ASML and Tata Electronics have signed an agreement supporting India’s semiconductor ambitions. As India aims to build at least ten advanced chip facilities, the country is shifting from a software-focused technology economy toward strategic industrial manufacturing capacity.
Industry
Asia’s global role, with manufacturing systems and production networks shaping supply chains worldwide.
As semiconductor scaling reaches its limits, photonics offers a new path forward. By integrating light into chips, the industry faces a shift from design challenges to manufacturing complexity—where materials, precision and scalability define the next phase of innovation.
From hard drives to electric vehicles, Nidec powers the movement behind the digital economy. Its precision motors and evolving role in cooling and electrification make it a silent but essential force shaping modern industry and global infrastructure.
ASML’s shift toward Asia reveals a deeper transformation: innovation may remain rooted in Europe, but scale now follows demand. As Brainport faces its next phase, the question is no longer where technology is built, but where it truly grows.
As chip innovation shifts beyond transistor scaling, advanced packaging has become essential to performance. ASE Technology operates at this critical layer, transforming silicon into functional systems and quietly enabling the next generation of AI, computing and global digital infrastructure.
Huawei’s 2025 results reveal not a comeback but a transformation: from global tech vendor to architect of a sovereign digital ecosystem. Under pressure from sanctions, it has built parallel systems in chips, AI, and mobility—reshaping the geopolitical technology order.
Singapore has built a different model of technological power — not through scale, but precision. By treating talent as policy and the state as a platform, it has engineered a global knowledge hub designed for connectivity, control and long-term strategic advantage.
As AI pushes chip performance to new limits, packaging has become the industry’s hidden bottleneck. Unimicron’s advanced substrates provide the critical connections that make modern processors usable, positioning the Taiwanese company at the very foundation of the global semiconductor ecosystem.
SK Hynix’s €7 billion EUV order from ASML signals a deeper shift in the AI race. As demand accelerates, memory — not compute — is emerging as the critical bottleneck shaping the next phase of global technology power.
China is no longer trying to revive demand-driven growth. Instead, policy is shifting toward strategic industries that strengthen technological control and export capacity, signaling a deeper transition from cyclical stimulus to a production-focused economic model built for long-term resilience.
For decades, artificial intelligence was defined by Silicon Valley: large models, venture capital, global hype. But the next phase of AI is different. The challenge is no longer invention alone—it is execution at scale, across diverse societies and infrastructures. Increasingly, the answer points to Bengaluru. Once India’s outsourcing hub, today it is where AI moves from laboratory experiments to operational systems with real-world impact.
In global discussions about semiconductors, the focus tends to drift toward factories, supply chains and geopolitical leverage. Attention goes to where chips are manufactured, who controls production capacity and how nations secure access to critical technologies. Yet these debates often overlook a more fundamental question: where do future chip technologies actually originate?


*Your goal*. Only the closing portion of the entries is to be reproduced: the line containing "Image is 868x415 pixels." through the very last line, exactly as written.
Segment Open
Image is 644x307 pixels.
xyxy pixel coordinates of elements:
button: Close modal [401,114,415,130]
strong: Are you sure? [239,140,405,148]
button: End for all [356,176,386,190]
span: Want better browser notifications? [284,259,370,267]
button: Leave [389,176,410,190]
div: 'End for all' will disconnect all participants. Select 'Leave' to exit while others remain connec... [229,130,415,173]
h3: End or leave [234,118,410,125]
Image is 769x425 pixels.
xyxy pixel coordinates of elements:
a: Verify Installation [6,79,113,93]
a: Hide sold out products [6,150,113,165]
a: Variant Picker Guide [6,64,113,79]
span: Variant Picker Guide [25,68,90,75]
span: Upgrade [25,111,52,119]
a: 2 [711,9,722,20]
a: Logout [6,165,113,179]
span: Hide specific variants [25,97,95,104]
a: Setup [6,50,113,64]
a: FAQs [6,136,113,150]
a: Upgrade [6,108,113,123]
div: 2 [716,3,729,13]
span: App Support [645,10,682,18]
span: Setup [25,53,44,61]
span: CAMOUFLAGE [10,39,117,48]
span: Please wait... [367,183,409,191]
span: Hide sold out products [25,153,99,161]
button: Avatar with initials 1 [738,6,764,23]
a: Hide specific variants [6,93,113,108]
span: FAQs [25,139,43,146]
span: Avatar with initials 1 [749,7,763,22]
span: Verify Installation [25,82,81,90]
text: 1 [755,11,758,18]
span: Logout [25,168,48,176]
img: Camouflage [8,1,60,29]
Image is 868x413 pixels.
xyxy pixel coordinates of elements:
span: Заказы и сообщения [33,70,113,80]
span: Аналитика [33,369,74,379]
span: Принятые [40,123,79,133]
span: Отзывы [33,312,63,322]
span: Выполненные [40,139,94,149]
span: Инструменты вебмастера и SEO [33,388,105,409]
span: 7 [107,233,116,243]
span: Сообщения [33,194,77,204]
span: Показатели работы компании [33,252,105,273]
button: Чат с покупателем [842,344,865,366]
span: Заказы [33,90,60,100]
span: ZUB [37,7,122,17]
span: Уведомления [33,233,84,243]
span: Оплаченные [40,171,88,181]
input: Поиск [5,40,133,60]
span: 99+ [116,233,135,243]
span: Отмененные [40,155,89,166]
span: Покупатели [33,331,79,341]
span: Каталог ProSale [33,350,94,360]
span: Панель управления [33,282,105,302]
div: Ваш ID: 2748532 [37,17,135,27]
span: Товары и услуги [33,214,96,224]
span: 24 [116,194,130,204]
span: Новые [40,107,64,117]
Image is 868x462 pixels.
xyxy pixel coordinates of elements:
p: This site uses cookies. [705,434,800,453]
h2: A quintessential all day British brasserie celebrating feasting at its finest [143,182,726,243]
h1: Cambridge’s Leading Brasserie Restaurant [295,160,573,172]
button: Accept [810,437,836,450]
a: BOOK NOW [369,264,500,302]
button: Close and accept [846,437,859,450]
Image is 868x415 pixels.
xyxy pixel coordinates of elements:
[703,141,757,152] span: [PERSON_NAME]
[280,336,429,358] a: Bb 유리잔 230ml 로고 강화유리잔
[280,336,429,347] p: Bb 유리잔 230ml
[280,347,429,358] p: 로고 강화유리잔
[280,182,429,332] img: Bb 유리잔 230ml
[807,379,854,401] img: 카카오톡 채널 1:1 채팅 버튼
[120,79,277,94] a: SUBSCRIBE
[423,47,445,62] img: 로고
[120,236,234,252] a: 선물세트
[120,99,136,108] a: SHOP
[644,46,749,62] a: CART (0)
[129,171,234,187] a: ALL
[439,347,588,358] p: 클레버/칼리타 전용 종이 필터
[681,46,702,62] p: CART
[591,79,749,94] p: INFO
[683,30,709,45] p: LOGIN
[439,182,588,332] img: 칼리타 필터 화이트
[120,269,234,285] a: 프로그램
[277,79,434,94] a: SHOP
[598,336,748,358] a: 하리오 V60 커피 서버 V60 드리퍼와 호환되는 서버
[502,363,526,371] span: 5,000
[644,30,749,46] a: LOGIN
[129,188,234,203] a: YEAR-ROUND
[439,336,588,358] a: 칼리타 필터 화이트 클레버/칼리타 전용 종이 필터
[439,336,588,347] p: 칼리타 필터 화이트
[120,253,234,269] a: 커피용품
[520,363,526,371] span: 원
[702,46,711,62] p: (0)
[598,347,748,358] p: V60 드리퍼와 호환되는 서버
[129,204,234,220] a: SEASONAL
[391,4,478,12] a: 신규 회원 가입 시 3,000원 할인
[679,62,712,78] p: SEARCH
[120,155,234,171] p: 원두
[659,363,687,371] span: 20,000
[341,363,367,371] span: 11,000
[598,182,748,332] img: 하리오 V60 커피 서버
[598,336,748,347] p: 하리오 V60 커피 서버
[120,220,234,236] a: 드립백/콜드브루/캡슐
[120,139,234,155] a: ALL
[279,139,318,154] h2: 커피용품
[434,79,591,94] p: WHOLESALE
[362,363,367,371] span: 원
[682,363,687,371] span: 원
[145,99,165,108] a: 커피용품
Segment Closed
*Output for this exercise*.
Image is 868x415 pixels.
xyxy pixel coordinates of elements:
[703,141,757,152] span: [PERSON_NAME]
[280,336,429,358] a: Bb 유리잔 230ml 로고 강화유리잔
[280,336,429,347] p: Bb 유리잔 230ml
[280,347,429,358] p: 로고 강화유리잔
[280,182,429,332] img: Bb 유리잔 230ml
[807,379,854,401] img: 카카오톡 채널 1:1 채팅 버튼
[120,79,277,94] a: SUBSCRIBE
[423,47,445,62] img: 로고
[120,236,234,252] a: 선물세트
[120,99,136,108] a: SHOP
[644,46,749,62] a: CART (0)
[129,171,234,187] a: ALL
[439,347,588,358] p: 클레버/칼리타 전용 종이 필터
[681,46,702,62] p: CART
[591,79,749,94] p: INFO
[683,30,709,45] p: LOGIN
[439,182,588,332] img: 칼리타 필터 화이트
[120,269,234,285] a: 프로그램
[277,79,434,94] a: SHOP
[598,336,748,358] a: 하리오 V60 커피 서버 V60 드리퍼와 호환되는 서버
[502,363,526,371] span: 5,000
[644,30,749,46] a: LOGIN
[129,188,234,203] a: YEAR-ROUND
[439,336,588,358] a: 칼리타 필터 화이트 클레버/칼리타 전용 종이 필터
[439,336,588,347] p: 칼리타 필터 화이트
[120,253,234,269] a: 커피용품
[520,363,526,371] span: 원
[702,46,711,62] p: (0)
[598,347,748,358] p: V60 드리퍼와 호환되는 서버
[129,204,234,220] a: SEASONAL
[391,4,478,12] a: 신규 회원 가입 시 3,000원 할인
[679,62,712,78] p: SEARCH
[120,155,234,171] p: 원두
[659,363,687,371] span: 20,000
[341,363,367,371] span: 11,000
[598,182,748,332] img: 하리오 V60 커피 서버
[598,336,748,347] p: 하리오 V60 커피 서버
[120,220,234,236] a: 드립백/콜드브루/캡슐
[120,139,234,155] a: ALL
[279,139,318,154] h2: 커피용품
[434,79,591,94] p: WHOLESALE
[362,363,367,371] span: 원
[682,363,687,371] span: 원
[145,99,165,108] a: 커피용품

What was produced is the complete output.